Food allergy – the 21st Century Disease

 

 

 

 

 

  

How often do you find yourself talking to someone at a party who claims to have a food allergy? Pretty often these days, if my experience is anything to go by. But, until recently, if you talked to a medical ‘expert’ they would ‘pooh-pooh’ the suggestion, maintaining that it was all fashion and that in reality, less than 1% of the population were allergic to food. But that could all change.

Two recent reports (one from The Royal College of Physicians and the other from Edinburgh University – and you could not get a much more eminent than that) suggest that  at least one third of the total UK population will develop  an allergy at some point in their lives.  Admittedly, not all of those allergies are food allergies but it is known that potentially fatal peanut allergy now affects one in 70 children, while ‘multi system allergies’ (hay fever, asthma, eczema and food allergies) are increasing dramatically. But as both reports also points out the NHS is, at the moment, totally unable to cope with this mushrooming in allergic disease. As it stands there are only 6 allergy clinics in the whole of the UK (most of them in the south east) and only 1 allergy consultant for each 2,000,000 of the population – against 1 consultant for each 100,000 of the population for cardiology or gastroenterology.

If this were not all bad enough there is a further complication. Although there are a growing number of people who suffer from food allergies such as peanut, there are a far larger number of people who suffer from what is known as a food intolerance or food sensitivity – and they are not the same thing.

You have a food (or any other kind of) allergy when contact with a particular food or substance sets off a reaction within your immune system. (Your immune system mistakes the food for something dangerous and pulls out all the stops to destroy it.) This is relatively easy for a doctor to deal with in as much as there is a specific test you can take which will show whether or not you are allergic and although there is, as yet, no ‘cure’ at least you then know that you have to avoid that food or substance.

But many people who are quite sure that they are reacting badly to one or more foods do not show up positive on any of those allergy tests. For them the situation is rather different.

Food ‘intolerance’ very rarely happens out of the blue. For the vast majority of sufferers it is a ‘symptom’ of some other health problem. For example, most people will have heard for lactose intolerance, especially among babies. Lactose is the sugar to be found in all milk, including breast milk. We all normally produce an enzyme in our guts which enables them to digest the lactose sugar in the milk. However, if either a baby or an adult has a stomach upset, the resulting diarrhoea will wash all the lactase enzyme out of the gut. So when they drink milk, the undigested lactose sugar will ferment and cause nausea, cramps, wind and other symptoms. Given time the lactase will restablish itself and all will be well. So, in this case, it is not that the person is intolerant to milk, but that their guts have been temporarily deprived of the enzyme they need to digest it.

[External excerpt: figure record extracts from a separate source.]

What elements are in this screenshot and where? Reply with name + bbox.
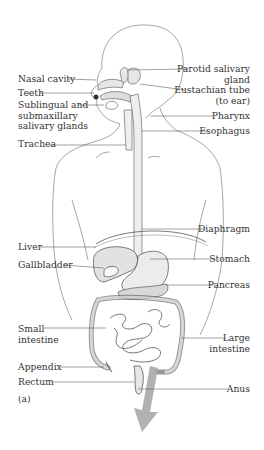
label-small-intestine: Small intestine bbox=[18, 324, 59, 345]
label-parotid-line-1: Parotid salivary bbox=[177, 64, 250, 75]
label-appendix: Appendix bbox=[18, 362, 62, 373]
label-nasal-cavity: Nasal cavity bbox=[18, 74, 75, 85]
label-stomach: Stomach bbox=[209, 254, 250, 265]
small-intestine bbox=[110, 310, 170, 362]
label-teeth: Teeth bbox=[18, 88, 44, 99]
label-parotid: Parotid salivary gland bbox=[177, 64, 250, 85]
label-rectum: Rectum bbox=[18, 377, 54, 388]
digestive-system-diagram: Nasal cavity Teeth Sublingual and submax… bbox=[0, 0, 264, 450]
torso-outline bbox=[53, 140, 100, 320]
label-trachea: Trachea bbox=[18, 139, 56, 150]
label-eustachian-line-2: (to ear) bbox=[174, 96, 250, 107]
label-small-intestine-line-2: intestine bbox=[18, 335, 59, 346]
label-pancreas: Pancreas bbox=[208, 280, 250, 291]
label-small-intestine-line-1: Small bbox=[18, 324, 59, 335]
large-intestine bbox=[91, 297, 182, 372]
trachea bbox=[124, 110, 132, 150]
diaphragm bbox=[96, 231, 206, 244]
label-esophagus: Esophagus bbox=[199, 126, 250, 137]
label-anus: Anus bbox=[227, 384, 250, 395]
label-gallbladder: Gallbladder bbox=[18, 260, 73, 271]
label-eustachian-line-1: Eustachian tube bbox=[174, 85, 250, 96]
label-pharynx: Pharynx bbox=[212, 111, 250, 122]
label-large-intestine-line-1: Large bbox=[209, 333, 250, 344]
label-sublingual-line-1: Sublingual and bbox=[18, 100, 88, 111]
label-sublingual-line-3: salivary glands bbox=[18, 121, 88, 132]
label-diaphragm: Diaphragm bbox=[198, 224, 250, 235]
panel-label: (a) bbox=[18, 394, 31, 405]
label-liver: Liver bbox=[18, 242, 42, 253]
rectum bbox=[134, 366, 143, 394]
label-sublingual: Sublingual and submaxillary salivary gla… bbox=[18, 100, 88, 132]
label-large-intestine-line-2: intestine bbox=[209, 344, 250, 355]
label-eustachian: Eustachian tube (to ear) bbox=[174, 85, 250, 106]
label-large-intestine: Large intestine bbox=[209, 333, 250, 354]
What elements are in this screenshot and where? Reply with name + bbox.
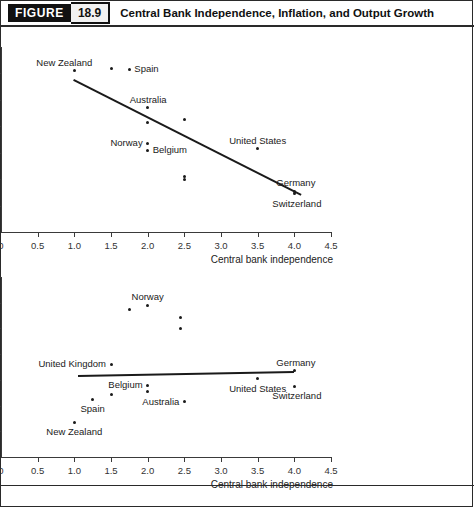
x-tick	[294, 232, 295, 237]
data-point	[179, 316, 182, 319]
data-point	[146, 121, 149, 124]
y-tick	[0, 431, 2, 432]
x-tick	[221, 232, 222, 237]
x-tick-label: 4.5	[311, 465, 351, 476]
y-tick	[0, 328, 2, 329]
x-tick-label: 2.0	[128, 465, 168, 476]
data-point	[73, 421, 76, 424]
y-tick	[0, 73, 2, 74]
x-tick-label: 1.5	[91, 465, 131, 476]
data-point	[183, 118, 186, 121]
data-point	[183, 400, 186, 403]
x-tick-label: 1.5	[91, 240, 131, 251]
figure-tag-label: FIGURE	[8, 4, 71, 22]
x-tick-label: 0.5	[18, 240, 58, 251]
x-tick-label: 3.0	[201, 240, 241, 251]
x-tick	[221, 457, 222, 462]
x-tick-label: 1.0	[54, 240, 94, 251]
x-tick-label: 2.0	[128, 240, 168, 251]
x-tick	[331, 232, 332, 237]
x-tick	[331, 457, 332, 462]
x-tick-label: 4.0	[274, 240, 314, 251]
x-tick-label: 1.0	[54, 465, 94, 476]
y-tick	[0, 126, 2, 127]
data-point	[128, 308, 131, 311]
x-tick	[111, 457, 112, 462]
data-point-label: Switzerland	[272, 198, 392, 209]
x-tick	[148, 457, 149, 462]
data-point	[73, 69, 76, 72]
x-tick-label: 2.5	[164, 240, 204, 251]
data-point-label: United Kingdom	[0, 358, 106, 369]
data-point-label: Spain	[134, 63, 254, 74]
x-axis-line	[1, 457, 332, 458]
figure-number-label: 18.9	[71, 2, 110, 24]
x-tick	[74, 232, 75, 237]
data-point-label: Australia	[130, 94, 250, 105]
data-point	[146, 390, 149, 393]
x-tick-label: 4.5	[311, 240, 351, 251]
data-point	[183, 178, 186, 181]
data-point-label: Switzerland	[272, 390, 392, 401]
x-tick	[148, 232, 149, 237]
data-point-label: Germany	[276, 177, 396, 188]
x-tick	[294, 457, 295, 462]
data-point	[146, 149, 149, 152]
x-tick	[111, 232, 112, 237]
data-point-label: Norway	[23, 137, 143, 148]
x-tick-label: 3.5	[238, 240, 278, 251]
data-point	[146, 106, 149, 109]
x-tick	[258, 457, 259, 462]
y-tick	[0, 179, 2, 180]
x-tick-label: 2.5	[164, 465, 204, 476]
y-tick	[0, 47, 2, 48]
data-point	[293, 369, 296, 372]
data-point	[146, 384, 149, 387]
y-tick	[0, 100, 2, 101]
x-tick-label: 4.0	[274, 465, 314, 476]
data-point	[293, 385, 296, 388]
x-axis-line	[1, 232, 332, 233]
y-tick	[0, 153, 2, 154]
x-tick	[184, 232, 185, 237]
data-point	[179, 327, 182, 330]
x-tick	[258, 232, 259, 237]
data-point-label: Belgium	[23, 379, 143, 390]
x-tick-label: 3.0	[201, 465, 241, 476]
data-point	[110, 393, 113, 396]
data-point-label: Germany	[276, 357, 396, 368]
data-point	[128, 68, 131, 71]
x-tick	[38, 232, 39, 237]
y-tick	[0, 354, 2, 355]
data-point	[110, 67, 113, 70]
figure-title: Central Bank Independence, Inflation, an…	[120, 7, 434, 19]
y-tick	[0, 206, 2, 207]
y-tick	[0, 406, 2, 407]
data-point-label: Norway	[88, 291, 208, 302]
x-tick-label: 0.5	[18, 465, 58, 476]
x-tick	[74, 457, 75, 462]
data-point	[146, 304, 149, 307]
x-tick	[38, 457, 39, 462]
data-point	[293, 192, 296, 195]
data-point-label: New Zealand	[0, 57, 92, 68]
data-point-label: United States	[198, 135, 318, 146]
x-tick	[184, 457, 185, 462]
y-tick	[0, 303, 2, 304]
figure-header: FIGURE18.9 Central Bank Independence, In…	[1, 1, 474, 27]
figure-footer-divider	[1, 485, 474, 486]
chart-panel-inflation: 02468101214%00.51.01.52.02.53.03.54.04.5…	[1, 29, 474, 257]
data-point	[256, 377, 259, 380]
trend-line	[78, 371, 294, 377]
data-point-label: New Zealand	[14, 426, 134, 437]
data-point	[146, 142, 149, 145]
x-tick-label: 3.5	[238, 465, 278, 476]
y-tick	[0, 277, 2, 278]
data-point	[110, 363, 113, 366]
chart-panel-growth: 00.51.01.52.02.53.03.5%00.51.01.52.02.53…	[1, 259, 474, 481]
y-tick	[0, 380, 2, 381]
data-point-label: Spain	[33, 403, 153, 414]
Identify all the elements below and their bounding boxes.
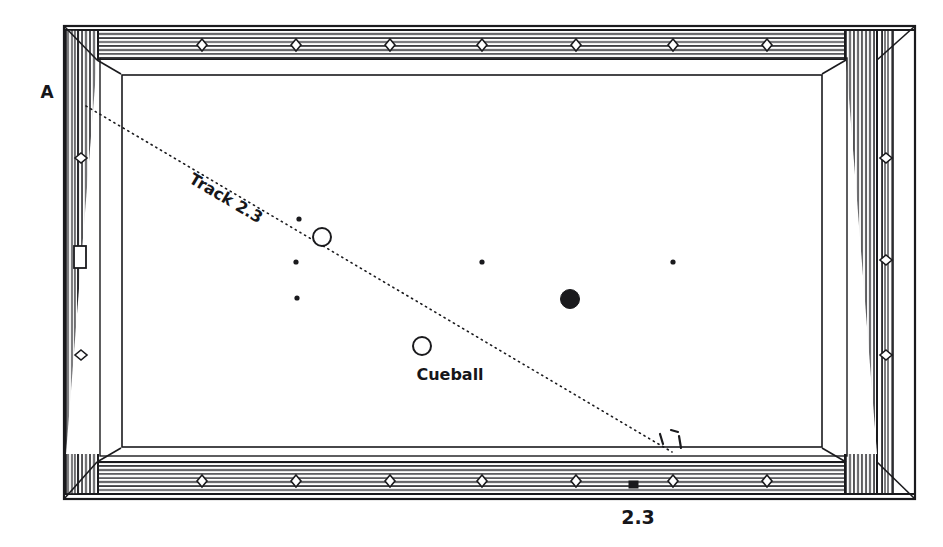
rail-top	[97, 30, 846, 60]
left-rail-plate	[74, 246, 86, 268]
diagram-canvas: A Track 2.3 Cueball 2.3	[0, 0, 943, 547]
table-frame	[64, 26, 915, 499]
billiard-table-diagram: A Track 2.3 Cueball 2.3	[0, 0, 943, 547]
target-ball	[561, 290, 580, 309]
rail-bottom	[97, 462, 846, 494]
cueball-label: Cueball	[416, 365, 483, 384]
spot-right	[670, 259, 675, 264]
playing-surface	[122, 75, 822, 447]
spot-left-middle	[293, 259, 298, 264]
object-ball	[313, 228, 331, 246]
cueball	[413, 337, 431, 355]
corner-label-a: A	[40, 82, 54, 102]
spot-left-lower	[294, 295, 299, 300]
spot-left-upper	[296, 216, 301, 221]
bottom-rail-dark-marker	[629, 481, 638, 488]
spot-center	[479, 259, 484, 264]
bottom-label-2-3: 2.3	[621, 506, 655, 528]
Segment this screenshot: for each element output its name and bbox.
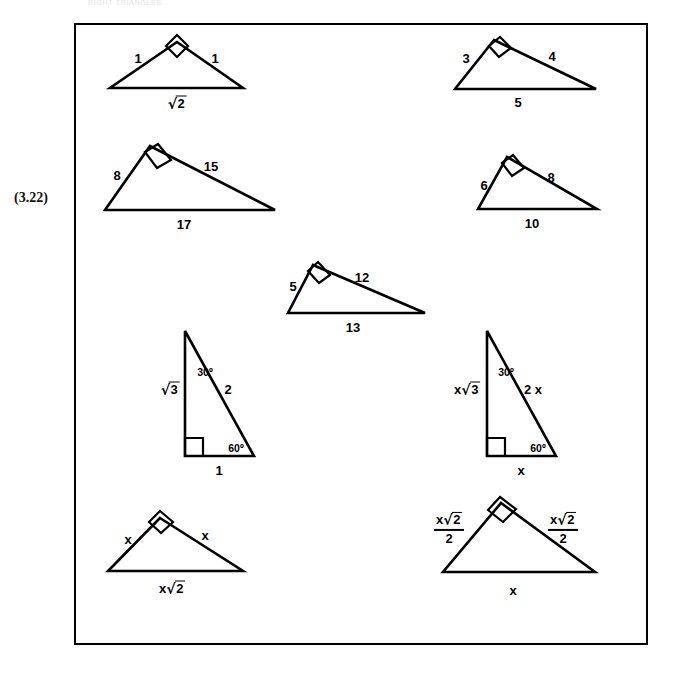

Alternatively, if someone has had a number of stomach upsets or has had a viral infection, the lining of their digestive tract may have got damaged and become slightly porous. (This is known as a leaky gut!) This means that partially digested particles of foods may get through the porous gut wall and into the blood stream. Since our bodies are certainly not designed to have chunks of partially digested food proteins circulating in our blood, these can set up all kinds of reactions (aching joints, headaches, skin irritations, even psychiatric problems such as depression or hyperactivity) elsewhere in the system. But once again, the food intolerance is a symptom of a damaged digestive system, not a condition in itself.

The difficult thing about these intolerances is that they are very difficult to track down – there is no guaranteed test to identify them and they can sometimes take many hours or even days to show up. The only real way to pin them down is by eliminating the food that you  suspect from your diet for, say, two weeks – seeing if you feel better  - and then re-introducing it and seeing if you feel worse again.

          However the cheering thing is that you are much more likely to recover from a food intolerance than you are from an allergy. Very often, taking good stock of your life style, improving your diet, cutting down on the cigarettes and the alcohol, taking more exercise and reducing your stress levels – all those boring old mantras – will improve your overall health to the point at which your digestion will be able to cope quite comfortably with foods which, a couple months earlier, might have sent you rushing to the loo, or coming our in hives.